Bush to Congress: Homeland security not a political issue
Showing a willingness to use the stick along with the carrot, President Bush Wednesday amended previous pledges to cooperate with Congress on fashioning the new Homeland Security Department with a warning that he will take his vision for the agency to the voters.
"Once I propose it, I'm going to take my case beyond Washington to ... the real influence peddlers of America-that's the American people, the people ... who've got the capacity to inform their members of Congress or the Senate [of] their opinion," Bush said.
The president spoke in the White House Indian Treaty Room, where he convened the first meeting of his new Homeland Security Advisory Council, a panel of individuals from outside the administration tasked to advise Bush on homeland defense.
White House Press Secretary Ari Fleischer Wednesday indicated the group will also lobby Congress to help get legislation establishing the agency passed. Bush added that he would seek to defuse Capitol Hill turf battles by trying to "remind the members of Congress that this is not a political issue," but "an American issue."
The president Wednesday afternoon also planned to meet with the chairmen and ranking members of House and Senate committees with potential purview over portions of the new department. Fleischer said Bush indicated that he would seek cooperation among the committee leaders in forming the agency, but he indicated the president would not try to influence the manner in which Congress considers the issue.
In his remarks to the advisory group, Bush seemed eager to address concerns about current intelligence sharing between the FBI and CIA and about whether the new department will have sufficient means to scrutinize the intelligence it receives. The new agency needs "an analytical capacity" that can digest information from "throughout the government."
Bush asserted that the FBI and CIA are doing "a much better job" today of sharing information. And he expressed confidence that FBI Director Robert Mueller is "doing a good job" of changing the agency's central mission to one of preventing terrorist attacks.
Earlier Wednesday, Bush signed into law the $4.6 billion Public Health Security and Bioterrorism Response Act of 2002. The legislation authorizes new spending for grants to states, local governments and healthcare facilities for planning and preparedness while improving communication between public health officials and first responders and healthcare providers. The bill also makes available more drugs, vaccines and other medical supplies and reauthorizes the Prescription Drug User Fee Act through 2007.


Looking through the listing that follows, count every line with the string "Please" and state the number alone.
::::::::::
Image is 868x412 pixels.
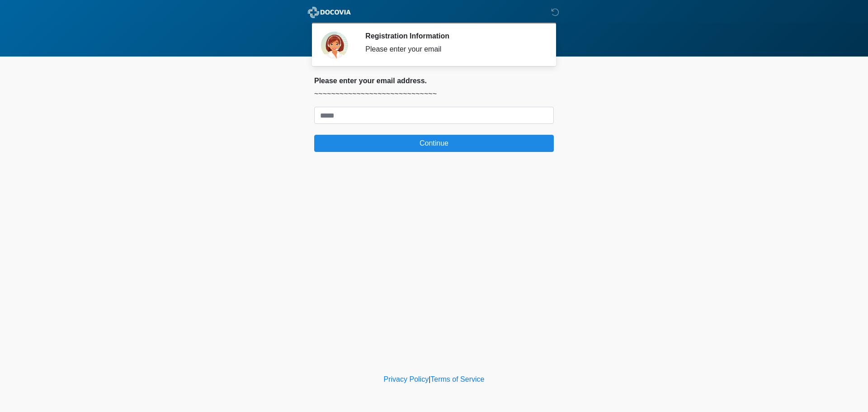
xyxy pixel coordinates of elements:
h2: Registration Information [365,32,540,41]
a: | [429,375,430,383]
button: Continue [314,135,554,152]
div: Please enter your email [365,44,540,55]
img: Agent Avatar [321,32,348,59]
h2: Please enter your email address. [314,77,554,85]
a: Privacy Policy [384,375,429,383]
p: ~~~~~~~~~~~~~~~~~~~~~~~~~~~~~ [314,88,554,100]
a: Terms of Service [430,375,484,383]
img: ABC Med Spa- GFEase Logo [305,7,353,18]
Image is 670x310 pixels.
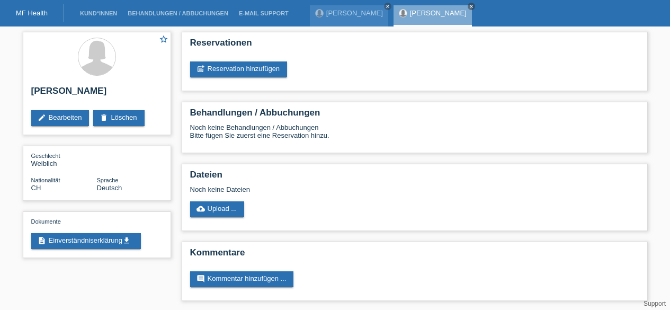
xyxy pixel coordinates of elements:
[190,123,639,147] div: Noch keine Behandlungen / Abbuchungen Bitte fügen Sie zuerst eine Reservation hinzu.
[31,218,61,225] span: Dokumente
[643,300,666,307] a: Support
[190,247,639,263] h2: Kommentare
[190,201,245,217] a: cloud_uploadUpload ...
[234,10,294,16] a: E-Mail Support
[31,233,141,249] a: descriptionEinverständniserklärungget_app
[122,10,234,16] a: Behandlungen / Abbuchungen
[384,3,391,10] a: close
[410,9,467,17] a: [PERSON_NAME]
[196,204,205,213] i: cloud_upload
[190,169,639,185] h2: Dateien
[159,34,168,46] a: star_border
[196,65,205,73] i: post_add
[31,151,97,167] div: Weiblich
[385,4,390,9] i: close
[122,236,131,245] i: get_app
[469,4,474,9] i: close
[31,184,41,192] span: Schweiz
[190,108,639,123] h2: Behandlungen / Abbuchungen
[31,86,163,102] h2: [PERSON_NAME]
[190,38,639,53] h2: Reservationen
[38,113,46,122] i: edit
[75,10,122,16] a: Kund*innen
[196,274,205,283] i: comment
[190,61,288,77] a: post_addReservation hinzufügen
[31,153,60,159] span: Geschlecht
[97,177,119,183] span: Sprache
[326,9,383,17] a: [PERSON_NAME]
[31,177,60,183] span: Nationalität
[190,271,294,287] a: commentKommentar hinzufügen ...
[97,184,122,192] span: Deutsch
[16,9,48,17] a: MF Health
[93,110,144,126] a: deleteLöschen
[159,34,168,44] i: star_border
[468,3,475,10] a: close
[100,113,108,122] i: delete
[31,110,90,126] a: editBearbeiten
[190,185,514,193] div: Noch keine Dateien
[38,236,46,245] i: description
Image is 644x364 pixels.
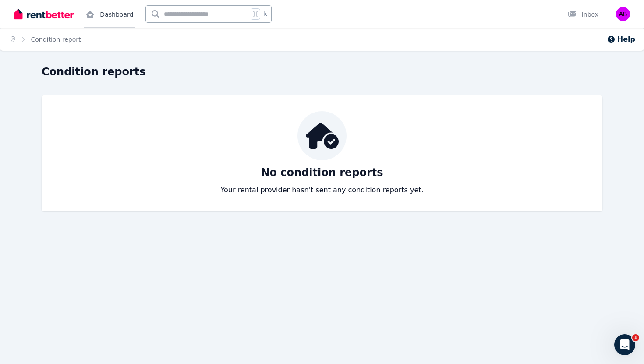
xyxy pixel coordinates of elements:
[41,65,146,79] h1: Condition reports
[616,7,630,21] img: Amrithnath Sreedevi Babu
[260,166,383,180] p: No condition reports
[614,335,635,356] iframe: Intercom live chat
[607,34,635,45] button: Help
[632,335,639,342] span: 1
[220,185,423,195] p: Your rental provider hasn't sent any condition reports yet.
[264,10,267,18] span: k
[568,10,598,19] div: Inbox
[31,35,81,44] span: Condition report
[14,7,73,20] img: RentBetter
::::::::::
▶ _Solved problem_: 2